Comparison Guide

Individual Provider vs Group Practice Credentialing: What You Need to Know

Compare individual provider credentialing with group practice credentialing. Learn when each approach is required and how TIN enrollment and reassignment of benefits factor in.

Individual Credentialing

Single provider NPI (Type 1)
Single payer applications
Simpler documentation
No TIN enrollment required

Group Credentialing

Group NPI (Type 2) required
Group plus individual applications
Reassignment of benefits coordination
TIN enrollment with each payer
Bottom Line

Which option is right for your practice?

The right choice depends on your practice size, volume, budget, and how much internal resources you want to dedicate to credentialing administration. Niyutsa Technologies offers a free consultation to help you assess which approach delivers the best outcome for your specific situation.

Faster for solo providers
Less documentation complexity
Single revalidation timeline
Bills under individual NPI only
Harder to scale
Cannot reassign to group entity
In-Depth Analysis

Understanding the decision

Individual versus group credentialing is a structural decision that affects billing arrangements, tax treatment, and future flexibility as the practice grows. Individual credentialing enrolls a solo practitioner directly with payers under a Type 1 NPI (Individual NPI). Group credentialing establishes a practice entity with a Type 2 NPI (Organization NPI), then enrolls each individual provider under that group entity through reassignment of benefits.

Individual credentialing is simpler operationally — one NPI, one set of applications per payer, one revalidation cycle to track. It is the appropriate choice for solo practitioners with no plans to add providers, contractors, or partners. However, individual credentialing does not scale efficiently. Adding a second provider to an individually credentialed practice typically requires establishing a group entity and re-credentialing under that structure, effectively starting over.

Group credentialing is required for any practice with multiple providers billing under a shared TIN. The group entity is credentialed and contracted with each payer, and individual providers reassign their right to collect payments to the group. This structure enables the group to bill and collect for services rendered by any credentialed provider, supports tax and business structure flexibility, and scales to any provider count.

When to choose Individual Credentialing

Choose individual credentialing if you are a solo practitioner with no plans to add providers, contractors, or partners. Individual credentialing is simpler and appropriate for concierge, direct primary care, and small independent practices.

When to choose Group Credentialing

Choose group credentialing for any practice that already has multiple providers or plans to add them, wants tax and business structure flexibility, or anticipates growth. Group credentialing scales to any provider count without restructuring.

FAQ

Frequently asked questions

What is reassignment of benefits?

The formal process by which an individual provider assigns their right to collect Medicare and other payer payments to a group practice entity. Without proper reassignment, claims for services rendered by a provider but billed under a group NPI will be denied. We complete reassignment documentation as a standard part of group practice enrollment.

Can I bill under both individual and group NPI?

Yes, in some situations. Providers who see patients in both a group practice and an independent capacity (locum tenens, hospital-employed and independent private practice, etc.) may enroll both individually and through the group. Each enrollment covers a different set of services and billing scenarios.

How does changing from individual to group affect existing patients?

Existing patients experience no interruption in service or billing continuity. The transition affects backend billing operations, not patient care. Claims for services rendered after the group enrollment effective date bill under the group; earlier claims bill under the original individual enrollment.

Do all providers in a group need to be credentialed separately?

Yes. Each individual provider must be credentialed with each payer, in addition to the group entity being credentialed. Adding a new provider to an established group practice requires a full credentialing application for that provider under the group.

What happens when a provider leaves a group?

Their individual enrollment travels with them (they remain credentialed with each payer as an individual provider), but their reassignment to the group must be terminated so future claims do not bill under the group inappropriately. We manage these terminations as part of provider offboarding.

Still not sure which approach is right for you?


This exercise asks for the entries to be repeated exactly, without their images.

......

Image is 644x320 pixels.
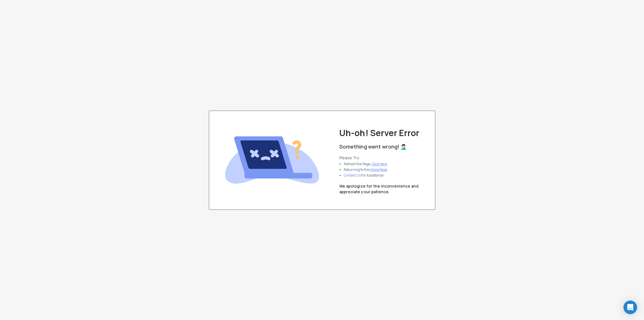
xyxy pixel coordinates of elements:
[344,168,388,172] li: Returning to the .
[369,167,387,172] a: Home Page
[344,173,388,178] li: for Assistance
[339,155,392,161] p: Please Try:
[371,161,387,166] a: Click Here
[339,143,407,150] p: Something went wrong! 🤦🏻‍♂️
[624,300,637,314] div: Open Intercom Messenger
[344,173,361,178] button: Contact Us
[344,162,388,166] li: Refresh the Page, .
[339,183,418,195] p: We apologize for the inconvenience and appreciate your patience.
[339,128,419,138] h1: Uh-oh! Server Error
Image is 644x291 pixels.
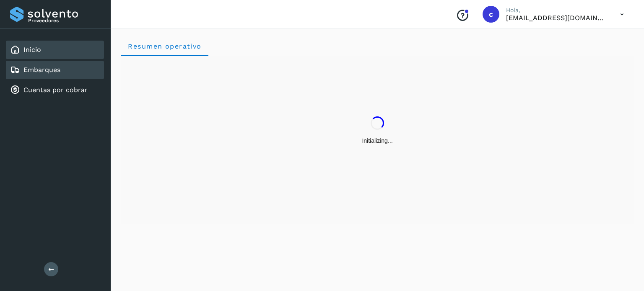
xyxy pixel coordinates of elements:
[6,41,104,59] div: Inicio
[128,43,202,50] span: Resumen operativo
[506,14,607,22] p: cuentasespeciales8_met@castores.com.mx
[28,18,101,23] p: Proveedores
[23,66,60,74] a: Embarques
[6,81,104,99] div: Cuentas por cobrar
[23,86,87,94] a: Cuentas por cobrar
[23,46,41,54] a: Inicio
[6,61,104,79] div: Embarques
[506,7,607,14] p: Hola,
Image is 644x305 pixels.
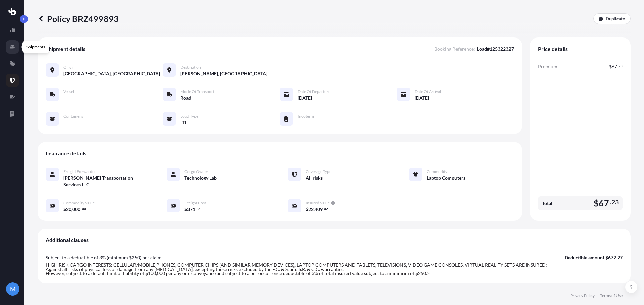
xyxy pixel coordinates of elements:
span: Technology Lab [185,175,216,182]
span: [PERSON_NAME], [GEOGRAPHIC_DATA] [180,70,268,77]
span: Commodity [427,169,447,174]
span: . [610,201,612,204]
span: Laptop Computers [427,175,465,182]
span: , [72,207,73,212]
span: Road [180,95,192,102]
span: [DATE] [298,95,312,102]
span: 67 [612,64,617,69]
span: Insured Value [305,201,330,206]
p: However, subject to a default limit of liability of $100,000 per any one conveyance and subject t... [45,272,623,275]
p: Policy BRZ499893 [38,14,119,24]
span: All risks [305,175,322,182]
span: Cargo Owner [185,169,209,174]
span: $ [63,207,66,212]
span: Premium [538,63,558,70]
span: 67 [599,199,609,208]
div: Shipments [22,41,49,53]
span: Destination [180,65,201,70]
span: , [314,207,315,212]
span: 84 [197,208,201,210]
span: Load#125322327 [477,45,514,52]
span: Load Type [180,114,198,119]
span: Freight Cost [185,201,206,206]
span: 00 [82,208,86,210]
span: 409 [315,207,322,212]
span: — [63,120,68,126]
span: Date of Departure [298,89,330,95]
span: 371 [187,207,195,212]
span: Shipment details [45,45,86,52]
span: Booking Reference : [434,45,475,52]
span: Origin [63,65,74,70]
span: Additional clauses [45,237,89,243]
span: [DATE] [415,95,429,102]
span: 22 [308,207,314,212]
span: 20 [66,207,72,212]
span: LTL [180,120,187,126]
span: — [63,95,68,102]
span: $ [305,207,308,212]
span: Vessel [63,89,74,95]
p: HIGH RISK CARGO INTERESTS: CELLULAR/MOBILE PHONES, COMPUTER CHIPS (AND SIMILAR MEMORY DEVICES), L... [45,263,623,267]
a: Privacy Policy [570,293,594,298]
span: — [298,120,302,126]
span: Freight Forwarder [63,169,96,174]
a: Duplicate [594,14,630,24]
span: Coverage Type [305,169,332,174]
span: $ [185,207,187,212]
span: Total [542,200,552,207]
p: Subject to a deductible of 3% (minimum $250) per claim [45,255,162,261]
a: Terms of Use [600,293,623,298]
span: Price details [538,45,568,52]
span: $ [609,64,612,69]
span: 23 [612,201,618,204]
span: Containers [63,114,83,119]
span: Mode of Transport [180,89,215,95]
p: Deductible amount $672.27 [564,255,623,261]
p: Duplicate [606,15,625,22]
span: $ [594,199,599,208]
span: Date of Arrival [415,89,441,95]
span: Commodity Value [63,201,95,206]
span: [PERSON_NAME] Transportation Services LLC [63,175,151,188]
span: [GEOGRAPHIC_DATA], [GEOGRAPHIC_DATA] [63,70,160,77]
span: Incoterm [298,114,314,119]
p: Against all risks of physical loss or damage from any [MEDICAL_DATA], excepting those risks exclu... [45,267,623,272]
span: Insurance details [45,150,86,157]
span: 23 [618,65,623,67]
span: 02 [324,208,328,210]
span: . [617,65,618,67]
span: 000 [73,207,80,212]
span: M [10,286,15,292]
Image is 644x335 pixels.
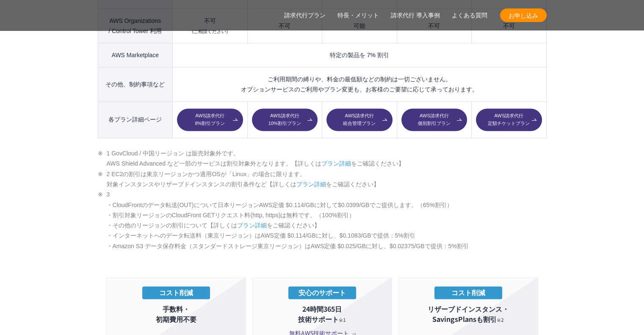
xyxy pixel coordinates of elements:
a: 請求代行プラン [285,11,326,20]
span: ※2 [497,315,504,322]
small: (ご相談ください) [193,29,228,34]
a: プラン詳細 [297,180,326,188]
td: 不可 [472,9,546,43]
td: ご利用期間の縛りや、料金の最低額などの制約は一切ございません。 オプションサービスのご利用やプラン変更も、お客様のご要望に応じて承っております。 [172,67,546,101]
p: 24時間365日 技術サポート [257,303,388,323]
th: その他、制約事項など [98,67,172,101]
a: AWS請求代行統合管理プラン [326,108,392,131]
li: 3 ・CloudFrontのデータ転送(OUT)について日本リージョンAWS定価 $0.114/GBに対して$0.0399/GBでご提供します。（65%割引） ・割引対象リージョンのCloudF... [98,189,546,251]
li: 2 EC2の割引は東京リージョンかつ適用OSが「Linux」の場合に限ります。 対象インスタンスやリザーブドインスタンスの割引条件など【詳しくは をご確認ください】 [98,169,546,189]
a: 特長・メリット [338,11,379,20]
a: AWS請求代行定額チケットプラン [476,108,542,131]
td: 可能 [322,9,397,43]
p: リザーブドインスタンス・ SavingsPlansも割引 [403,303,534,323]
a: プラン詳細 [322,160,351,167]
p: コスト削減 [143,286,210,299]
th: 各プラン詳細ページ [98,101,172,138]
td: 不可 [172,9,247,43]
li: 1 GovCloud / 中国リージョン は販売対象外です。 AWS Shield Advanced など一部のサービスは割引対象外となります。【詳しくは をご確認ください】 [98,148,546,169]
td: 特定の製品を 7% 割引 [172,43,546,67]
td: 不可 [397,9,472,43]
p: 手数料・ 初期費用不要 [111,303,241,323]
a: お申し込み [500,9,546,22]
span: ※1 [339,315,346,322]
a: プラン詳細 [237,221,267,229]
span: お申し込み [500,11,546,20]
a: 請求代行 導入事例 [391,11,440,20]
th: AWS Marketplace [98,43,172,67]
a: AWS請求代行8%割引プラン [177,108,243,131]
a: AWS請求代行個別割引プラン [401,108,467,131]
p: 安心のサポート [289,286,356,299]
a: AWS請求代行10%割引プラン [252,108,318,131]
th: AWS Organizations / Control Tower 利用 [98,9,172,43]
a: よくある質問 [452,11,488,20]
p: コスト削減 [434,286,502,299]
td: 不可 [247,9,322,43]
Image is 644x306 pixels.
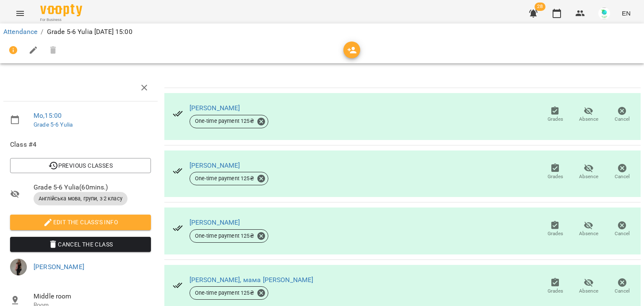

......

Answer space:
Image is 644x320 pixels.
xyxy pixel coordinates of elements:
[344,168,388,172] li: Returning to the .
[369,167,387,172] a: Home Page
[344,173,388,178] li: for Assistance
[339,155,392,161] p: Please Try:
[371,161,387,166] a: Click Here
[339,143,407,150] p: Something went wrong! 🤦🏻‍♂️
[624,300,637,314] div: Open Intercom Messenger
[344,173,361,178] button: Contact Us
[344,162,388,166] li: Refresh the Page, .
[339,183,418,195] p: We apologize for the inconvenience and appreciate your patience.
[339,128,419,138] h1: Uh-oh! Server Error
Image is 644x291 pixels.
xyxy pixel coordinates of elements:
[6,41,104,59] div: Inicio
[128,43,202,50] span: Resumen operativo
[506,14,607,22] p: cuentasespeciales8_met@castores.com.mx
[28,18,101,23] p: Proveedores
[23,66,60,74] a: Embarques
[6,81,104,99] div: Cuentas por cobrar
[23,86,87,94] a: Cuentas por cobrar
[23,46,41,54] a: Inicio
[6,61,104,79] div: Embarques
[506,7,607,14] p: Hola,
Image is 644x305 pixels.
xyxy pixel coordinates of elements:
span: Technology Lab [185,175,216,182]
span: [PERSON_NAME], [GEOGRAPHIC_DATA] [180,70,268,77]
span: Commodity [427,169,447,174]
span: . [610,201,612,204]
span: Laptop Computers [427,175,465,182]
span: , [72,207,73,212]
span: Road [180,95,192,102]
span: [DATE] [298,95,312,102]
span: 67 [612,64,617,69]
span: Insured Value [305,201,330,206]
p: However, subject to a default limit of liability of $100,000 per any one conveyance and subject t... [45,272,623,275]
p: Policy BRZ499893 [38,14,119,24]
span: All risks [305,175,322,182]
span: Cargo Owner [185,169,209,174]
span: $ [63,207,66,212]
span: Premium [538,63,558,70]
span: 67 [599,199,609,208]
div: Shipments [22,41,49,53]
span: Destination [180,65,201,70]
span: , [314,207,315,212]
span: 84 [197,208,201,210]
span: Load#125322327 [477,45,514,52]
span: Load Type [180,114,198,119]
span: Freight Cost [185,201,206,206]
span: 00 [82,208,86,210]
span: 409 [315,207,322,212]
span: — [63,120,68,126]
span: Date of Departure [298,89,330,95]
span: 371 [187,207,195,212]
span: Shipment details [45,45,86,52]
span: Booking Reference : [434,45,475,52]
span: Origin [63,65,74,70]
span: Additional clauses [45,237,89,243]
span: [DATE] [415,95,429,102]
span: 22 [308,207,314,212]
span: 20 [66,207,72,212]
span: LTL [180,120,187,126]
span: — [63,95,68,102]
span: $ [305,207,308,212]
span: Vessel [63,89,74,95]
p: HIGH RISK CARGO INTERESTS: CELLULAR/MOBILE PHONES, COMPUTER CHIPS (AND SIMILAR MEMORY DEVICES), L... [45,263,623,267]
a: Privacy Policy [570,293,594,298]
span: — [298,120,302,126]
span: Freight Forwarder [63,169,96,174]
a: Duplicate [594,14,630,24]
span: Coverage Type [305,169,332,174]
span: $ [185,207,187,212]
span: Total [542,200,552,207]
p: Subject to a deductible of 3% (minimum $250) per claim [45,255,162,261]
a: Terms of Use [600,293,623,298]
span: Price details [538,45,568,52]
span: $ [609,64,612,69]
span: 23 [612,201,618,204]
span: Containers [63,114,83,119]
span: Mode of Transport [180,89,215,95]
p: Deductible amount $672.27 [564,255,623,261]
p: Duplicate [606,15,625,22]
span: $ [594,199,599,208]
span: Date of Arrival [415,89,441,95]
span: Commodity Value [63,201,95,206]
span: [PERSON_NAME] Transportation Services LLC [63,175,151,188]
span: [GEOGRAPHIC_DATA], [GEOGRAPHIC_DATA] [63,70,160,77]
span: Incoterm [298,114,314,119]
p: Against all risks of physical loss or damage from any [MEDICAL_DATA], excepting those risks exclu... [45,267,623,272]
span: Insurance details [45,150,86,157]
span: 23 [618,65,623,67]
span: 02 [324,208,328,210]
span: . [617,65,618,67]
span: 000 [73,207,80,212]
span: M [10,286,15,292]
Image is 644x335 pixels.
xyxy pixel coordinates of elements:
a: 請求代行プラン [285,11,326,20]
span: ※2 [497,315,504,322]
small: (ご相談ください) [193,29,228,34]
a: プラン詳細 [297,180,326,188]
td: 不可 [472,9,546,43]
td: ご利用期間の縛りや、料金の最低額などの制約は一切ございません。 オプションサービスのご利用やプラン変更も、お客様のご要望に応じて承っております。 [172,67,546,101]
p: 24時間365日 技術サポート [257,303,388,323]
th: その他、制約事項など [98,67,172,101]
a: AWS請求代行統合管理プラン [326,108,392,131]
li: 3 ・CloudFrontのデータ転送(OUT)について日本リージョンAWS定価 $0.114/GBに対して$0.0399/GBでご提供します。（65%割引） ・割引対象リージョンのCloudF... [98,189,546,251]
li: 2 EC2の割引は東京リージョンかつ適用OSが「Linux」の場合に限ります。 対象インスタンスやリザーブドインスタンスの割引条件など【詳しくは をご確認ください】 [98,169,546,189]
a: 特長・メリット [338,11,379,20]
a: AWS請求代行定額チケットプラン [476,108,542,131]
td: 可能 [322,9,397,43]
p: リザーブドインスタンス・ SavingsPlansも割引 [403,303,534,323]
a: プラン詳細 [322,160,351,167]
p: コスト削減 [143,286,210,299]
th: 各プラン詳細ページ [98,101,172,138]
td: 不可 [172,9,247,43]
li: 1 GovCloud / 中国リージョン は販売対象外です。 AWS Shield Advanced など一部のサービスは割引対象外となります。【詳しくは をご確認ください】 [98,148,546,169]
td: 特定の製品を 7% 割引 [172,43,546,67]
td: 不可 [397,9,472,43]
p: 手数料・ 初期費用不要 [111,303,241,323]
a: お申し込み [500,9,546,22]
span: ※1 [339,315,346,322]
a: プラン詳細 [237,221,267,229]
span: お申し込み [500,11,546,20]
a: 請求代行 導入事例 [391,11,440,20]
th: AWS Marketplace [98,43,172,67]
a: AWS請求代行8%割引プラン [177,108,243,131]
a: AWS請求代行個別割引プラン [401,108,467,131]
p: 安心のサポート [289,286,356,299]
a: AWS請求代行10%割引プラン [252,108,318,131]
th: AWS Organizations / Control Tower 利用 [98,9,172,43]
a: よくある質問 [452,11,488,20]
p: コスト削減 [434,286,502,299]
td: 不可 [247,9,322,43]
Image is 644x306 pixels.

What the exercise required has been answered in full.